Americans cross the Siegfried Line, 1945.
In May 1940, the German Army stormed into the Netherlands, Belgium and Luxembourg. Having crushed Poland the year before, and invaded and conquered Denmark and Norway just a few weeks earlier, the Germans now turned their attention to the west, and the small nations on the North Sea coast were the first on their list.

Employing a new form of warfare; known as “blitzkrieg,” or “lightning war;” the Germans swept into Dutch and Belgian territory, overwhelming or driving back all who tried to resist. In Belgium, King Leopold III recognized the hopelessness of his country’s situation, and opted to surrender just weeks after the invasion.

While many monarchs and elected leaders of occupied nations (including much of Belgium’s civil government) fled to create governments-in-exile, Leopold stayed behind and surrendered with his army. He was captured by the Germans and held as a prisoner for five years, eventually ending up in a house near Strobl, Austria.

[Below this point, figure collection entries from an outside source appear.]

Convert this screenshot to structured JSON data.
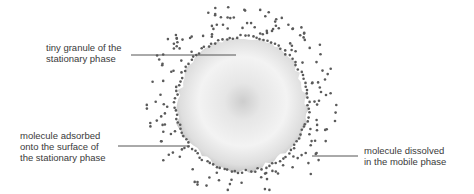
{
  "diagram": {
    "colors": {
      "text": "#3a3a3a",
      "leader": "#555555",
      "dot": "#5a5a5a",
      "granule_center": "#cfcfcf",
      "granule_mid": "#f2f2f2",
      "granule_edge": "#c4c4c4"
    },
    "labels": {
      "granule": {
        "lines": [
          "tiny granule of the",
          "stationary phase"
        ]
      },
      "adsorbed": {
        "lines": [
          "molecule adsorbed",
          "onto the surface of",
          "the stationary phase"
        ]
      },
      "dissolved": {
        "lines": [
          "molecule dissolved",
          "in the mobile phase"
        ]
      }
    }
  }
}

It was there on May 7, 1945, that the King was liberated by soldiers of a unit comprised largely of men from the Illinois National Guard.

Every year in America it is estimated that 50,000 people die from epilepsy-related causes. It is the fourth most common neurological disorder in the nation; behind migraines, strokes and Alzheimer’s. The condition affects more than 65 million people worldwide and 200,000 people of all ages in Illinois, including schoolchildren. One in three of these individuals lives with uncontrollable seizures due to epilepsy.

The thought of a child being struck with a seizure while at school is an issue of major concern to parents throughout Illinois, and it is one which Rep. Terri Bryant (R-Murphysboro) had in mind when she introduced legislation this spring to better prepare schools to assist a student having an epileptic seizure.

BUDGET
Fitch Ratings calls Illinois’ outlook “stable.” The unenthusiastic description from credit rating firm Fitch Ratings maintains Illinois’ credit rating as one notch above “junk bond” status. So-called “junk debt” is viewed, by a wide variety of investors and investment vehicles, as unsuitable material for prudent savings. Issuers of “junk debt” typically have to pay much higher interest rates, and must work with a much shorter list of bond underwriters and potential bond buyers. 
Governor Shelby Moore Cullom.
In the 2nd floor portrait gallery of the Illinois state Capitol known as the Hall of Governors, a casual observer might do a double take looking at a portrait of a subject who looks an awful lot like Abraham Lincoln. His dark suit, thin face and beard certainly do bear a strong resemblance to the Great Emancipator. The lanky, distinguished 17th Governor of Illinois, Shelby Moore Cullom, had noticed the resemblance himself, and he took it as a point of pride that he looked so much like the man who had been friends with his father and who had guided his study of the law.

By the time he died in 1914 at the age of 84, Shelby Cullom had been a force in Illinois and national government for half a century, a political career spanning from the days just before the Civil War to the eve of World War I, and one which had put him in the orbit of almost every American President from Lincoln to Woodrow Wilson.